Mirror Review
September 19, 2025
Frontier Airlines and Spirit Airlines have long operated on the ultra-low-cost carrier (ULCC) model. But their paths have contrasted recently.
Spirit is restructuring under Chapter 11 bankruptcy for the second time in a year. In contrast, Frontier Airlines’ Low-Cost Flights continue to attract travelers.
Furthermore, Frontier is also adding routes and defending the ULCC model.
“The ULCC model is alive and well,” Frontier Airlines CEO Barry Biffle said on Wednesday, countering claims that cheap flying no longer works in the U.S. market.
Yet, this raises an important question: What is Frontier doing differently?
1. Keeping Operating Costs the Lowest in the Industry
Frontier’s main advantage comes from its relentless control of operating costs.
- Single fleet strategy: Frontier flies only Airbus A320-family aircraft. This reduces training costs for pilots and crew, simplifies maintenance, and lowers spare part needs.
- High aircraft utilization: Frontier schedules planes to fly more hours each day with faster turnarounds, lowering the cost per seat.
- Unbundled pricing: The base ticket covers just the seat. Extras bags, seat selection, and food are sold separately, allowing Frontier to keep fares low while earning from ancillary revenue.
This combination results in a unit cost (CASM-ex fuel) of around 7.5¢, far below most legacy carriers.
2. A Modern, Fuel-Efficient Fleet as a Shield
Fuel prices are unpredictable, and for many airlines, they are the biggest expense. Frontier has insulated itself by flying one of the youngest fleets in the U.S.
- The airline has invested heavily in Airbus A320neo aircraft with Pratt & Whitney GTF engines.
- These planes burn less fuel and reduce carbon emissions, cutting costs and improving efficiency.
- According to Frontier, its fleet is about 43% more fuel-efficient than the U.S. average.
This advantage helps Frontier absorb fuel price shocks better than Spirit, which still operates older aircraft.
3. Disciplined Growth Over Market Saturation
Spirit’s bankruptcy highlighted how fast expansion without discipline can backfire. It added too much capacity in competitive markets, then struggled when demand shifted.
Frontier has taken a different approach:
- Route redeployment: Instead of chasing every market, it shifts aircraft to peak travel days and profitable routes.
- Opportunistic growth: Frontier has quickly filled gaps left by Spirit’s exit but has avoided flooding markets with excess supply.
- Profit focus: This strategy recently helped Frontier post a quarterly profit for the first time in four years.
The contrast shows that low fares alone don’t guarantee survival. Disciplined execution does.
The Debate on ULCC Viability
Not everyone agrees that the low-cost flights model works.
United Airlines CEO Scott Kirby recently argued that ULCCs “struggle to adapt” to today’s conditions, pointing to Spirit’s collapse as proof.
But Biffle disagreed, stressing that execution, not the model itself, is the deciding factor.
Frontier’s current strategy suggests that the ULCC model can survive if airlines combine strict cost discipline with smart network planning.
What It Means for Travelers
For fliers, Frontier Airlines’ low-cost flights will remain available, but travelers must know the trade-offs:
- Expect add-ons. Bags, seat choices, and snacks come with extra fees.
- Travel light to save. A personal item is free, but carry-ons and checked bags cost more.
- Book smart. Paying for extras online is cheaper than waiting until the airport.
The ULCC model keeps flights accessible for price-sensitive travelers, but the real cost depends on choices made during booking.
Looking Ahead: Can Frontier Keep the Edge?
The coming year will test Frontier’s model in three ways:
- Competition: Legacy carriers may add capacity on popular routes, putting pressure on fares.
- Costs: Rising airport fees and labor costs could eat into its low-cost advantage.
- Growth execution: Success depends on whether new routes taken from Spirit can achieve sustainable load factors.
Still, with its low cost per available seat mile (CASM), young fleet, aircraft leasing, and disciplined strategy, Frontier is better positioned than Spirit to prove the ULCC model can work in today’s US market.
Conclusion
The secret behind Frontier Airlines’ low-cost flights lies in three pillars: tight cost control, a fuel-efficient fleet, and disciplined route planning.
While Spirit Airlines’ bankruptcy highlights the risks of overexpansion, Frontier shows that when managed carefully, the ULCC model remains viable.
For travelers, that means cheap fares are not disappearing anytime soon, but the real winners will be those who know how to fly the ULCC way.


### Task
Transcribe the records word for word. Leave every picture out.

### Records from a collection of figures
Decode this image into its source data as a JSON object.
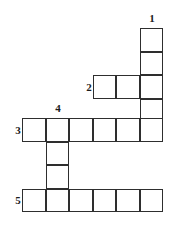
{
  "puzzle": {
    "type": "crossword-grid",
    "cell_size": 23.5,
    "grid_color": "#2e2e2e",
    "background_color": "#ffffff",
    "canvas": {
      "width": 177,
      "height": 231
    },
    "clue_numbers": [
      {
        "label": "1",
        "x": 146,
        "y": 13,
        "entry": "1-down"
      },
      {
        "label": "2",
        "x": 83,
        "y": 82,
        "entry": "2-across"
      },
      {
        "label": "3",
        "x": 12,
        "y": 125,
        "entry": "3-across"
      },
      {
        "label": "4",
        "x": 52,
        "y": 103,
        "entry": "4-down"
      },
      {
        "label": "5",
        "x": 12,
        "y": 195,
        "entry": "5-across"
      }
    ],
    "entries": [
      {
        "number": "1",
        "direction": "down",
        "length": 5,
        "cells": [
          {
            "x": 139.5,
            "y": 28.0
          },
          {
            "x": 139.5,
            "y": 51.5
          },
          {
            "x": 139.5,
            "y": 75.0
          },
          {
            "x": 139.5,
            "y": 98.5
          },
          {
            "x": 139.5,
            "y": 118.0
          }
        ]
      },
      {
        "number": "2",
        "direction": "across",
        "length": 3,
        "cells": [
          {
            "x": 92.5,
            "y": 75.0
          },
          {
            "x": 116.0,
            "y": 75.0
          },
          {
            "x": 139.5,
            "y": 75.0
          }
        ]
      },
      {
        "number": "3",
        "direction": "across",
        "length": 6,
        "cells": [
          {
            "x": 22.0,
            "y": 118.0
          },
          {
            "x": 45.5,
            "y": 118.0
          },
          {
            "x": 69.0,
            "y": 118.0
          },
          {
            "x": 92.5,
            "y": 118.0
          },
          {
            "x": 116.0,
            "y": 118.0
          },
          {
            "x": 139.5,
            "y": 118.0
          }
        ]
      },
      {
        "number": "4",
        "direction": "down",
        "length": 4,
        "cells": [
          {
            "x": 45.5,
            "y": 118.0
          },
          {
            "x": 45.5,
            "y": 141.5
          },
          {
            "x": 45.5,
            "y": 165.0
          },
          {
            "x": 45.5,
            "y": 188.5
          }
        ]
      },
      {
        "number": "5",
        "direction": "across",
        "length": 6,
        "cells": [
          {
            "x": 22.0,
            "y": 188.5
          },
          {
            "x": 45.5,
            "y": 188.5
          },
          {
            "x": 69.0,
            "y": 188.5
          },
          {
            "x": 92.5,
            "y": 188.5
          },
          {
            "x": 116.0,
            "y": 188.5
          },
          {
            "x": 139.5,
            "y": 188.5
          }
        ]
      }
    ],
    "cells": [
      {
        "x": 139.5,
        "y": 28.0,
        "name": "cell-r1-c6"
      },
      {
        "x": 139.5,
        "y": 51.5,
        "name": "cell-r2-c6"
      },
      {
        "x": 92.5,
        "y": 75.0,
        "name": "cell-r3-c4"
      },
      {
        "x": 116.0,
        "y": 75.0,
        "name": "cell-r3-c5"
      },
      {
        "x": 139.5,
        "y": 75.0,
        "name": "cell-r3-c6"
      },
      {
        "x": 139.5,
        "y": 98.5,
        "name": "cell-r4-c6"
      },
      {
        "x": 22.0,
        "y": 118.0,
        "name": "cell-r5-c1"
      },
      {
        "x": 45.5,
        "y": 118.0,
        "name": "cell-r5-c2"
      },
      {
        "x": 69.0,
        "y": 118.0,
        "name": "cell-r5-c3"
      },
      {
        "x": 92.5,
        "y": 118.0,
        "name": "cell-r5-c4"
      },
      {
        "x": 116.0,
        "y": 118.0,
        "name": "cell-r5-c5"
      },
      {
        "x": 139.5,
        "y": 118.0,
        "name": "cell-r5-c6"
      },
      {
        "x": 45.5,
        "y": 141.5,
        "name": "cell-r6-c2"
      },
      {
        "x": 45.5,
        "y": 165.0,
        "name": "cell-r7-c2"
      },
      {
        "x": 22.0,
        "y": 188.5,
        "name": "cell-r8-c1"
      },
      {
        "x": 45.5,
        "y": 188.5,
        "name": "cell-r8-c2"
      },
      {
        "x": 69.0,
        "y": 188.5,
        "name": "cell-r8-c3"
      },
      {
        "x": 92.5,
        "y": 188.5,
        "name": "cell-r8-c4"
      },
      {
        "x": 116.0,
        "y": 188.5,
        "name": "cell-r8-c5"
      },
      {
        "x": 139.5,
        "y": 188.5,
        "name": "cell-r8-c6"
      }
    ]
  }
}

### Result
Decode this image into its source data as a JSON object.
{
  "puzzle": {
    "type": "crossword-grid",
    "cell_size": 23.5,
    "grid_color": "#2e2e2e",
    "background_color": "#ffffff",
    "canvas": {
      "width": 177,
      "height": 231
    },
    "clue_numbers": [
      {
        "label": "1",
        "x": 146,
        "y": 13,
        "entry": "1-down"
      },
      {
        "label": "2",
        "x": 83,
        "y": 82,
        "entry": "2-across"
      },
      {
        "label": "3",
        "x": 12,
        "y": 125,
        "entry": "3-across"
      },
      {
        "label": "4",
        "x": 52,
        "y": 103,
        "entry": "4-down"
      },
      {
        "label": "5",
        "x": 12,
        "y": 195,
        "entry": "5-across"
      }
    ],
    "entries": [
      {
        "number": "1",
        "direction": "down",
        "length": 5,
        "cells": [
          {
            "x": 139.5,
            "y": 28.0
          },
          {
            "x": 139.5,
            "y": 51.5
          },
          {
            "x": 139.5,
            "y": 75.0
          },
          {
            "x": 139.5,
            "y": 98.5
          },
          {
            "x": 139.5,
            "y": 118.0
          }
        ]
      },
      {
        "number": "2",
        "direction": "across",
        "length": 3,
        "cells": [
          {
            "x": 92.5,
            "y": 75.0
          },
          {
            "x": 116.0,
            "y": 75.0
          },
          {
            "x": 139.5,
            "y": 75.0
          }
        ]
      },
      {
        "number": "3",
        "direction": "across",
        "length": 6,
        "cells": [
          {
            "x": 22.0,
            "y": 118.0
          },
          {
            "x": 45.5,
            "y": 118.0
          },
          {
            "x": 69.0,
            "y": 118.0
          },
          {
            "x": 92.5,
            "y": 118.0
          },
          {
            "x": 116.0,
            "y": 118.0
          },
          {
            "x": 139.5,
            "y": 118.0
          }
        ]
      },
      {
        "number": "4",
        "direction": "down",
        "length": 4,
        "cells": [
          {
            "x": 45.5,
            "y": 118.0
          },
          {
            "x": 45.5,
            "y": 141.5
          },
          {
            "x": 45.5,
            "y": 165.0
          },
          {
            "x": 45.5,
            "y": 188.5
          }
        ]
      },
      {
        "number": "5",
        "direction": "across",
        "length": 6,
        "cells": [
          {
            "x": 22.0,
            "y": 188.5
          },
          {
            "x": 45.5,
            "y": 188.5
          },
          {
            "x": 69.0,
            "y": 188.5
          },
          {
            "x": 92.5,
            "y": 188.5
          },
          {
            "x": 116.0,
            "y": 188.5
          },
          {
            "x": 139.5,
            "y": 188.5
          }
        ]
      }
    ],
    "cells": [
      {
        "x": 139.5,
        "y": 28.0,
        "name": "cell-r1-c6"
      },
      {
        "x": 139.5,
        "y": 51.5,
        "name": "cell-r2-c6"
      },
      {
        "x": 92.5,
        "y": 75.0,
        "name": "cell-r3-c4"
      },
      {
        "x": 116.0,
        "y": 75.0,
        "name": "cell-r3-c5"
      },
      {
        "x": 139.5,
        "y": 75.0,
        "name": "cell-r3-c6"
      },
      {
        "x": 139.5,
        "y": 98.5,
        "name": "cell-r4-c6"
      },
      {
        "x": 22.0,
        "y": 118.0,
        "name": "cell-r5-c1"
      },
      {
        "x": 45.5,
        "y": 118.0,
        "name": "cell-r5-c2"
      },
      {
        "x": 69.0,
        "y": 118.0,
        "name": "cell-r5-c3"
      },
      {
        "x": 92.5,
        "y": 118.0,
        "name": "cell-r5-c4"
      },
      {
        "x": 116.0,
        "y": 118.0,
        "name": "cell-r5-c5"
      },
      {
        "x": 139.5,
        "y": 118.0,
        "name": "cell-r5-c6"
      },
      {
        "x": 45.5,
        "y": 141.5,
        "name": "cell-r6-c2"
      },
      {
        "x": 45.5,
        "y": 165.0,
        "name": "cell-r7-c2"
      },
      {
        "x": 22.0,
        "y": 188.5,
        "name": "cell-r8-c1"
      },
      {
        "x": 45.5,
        "y": 188.5,
        "name": "cell-r8-c2"
      },
      {
        "x": 69.0,
        "y": 188.5,
        "name": "cell-r8-c3"
      },
      {
        "x": 92.5,
        "y": 188.5,
        "name": "cell-r8-c4"
      },
      {
        "x": 116.0,
        "y": 188.5,
        "name": "cell-r8-c5"
      },
      {
        "x": 139.5,
        "y": 188.5,
        "name": "cell-r8-c6"
      }
    ]
  }
}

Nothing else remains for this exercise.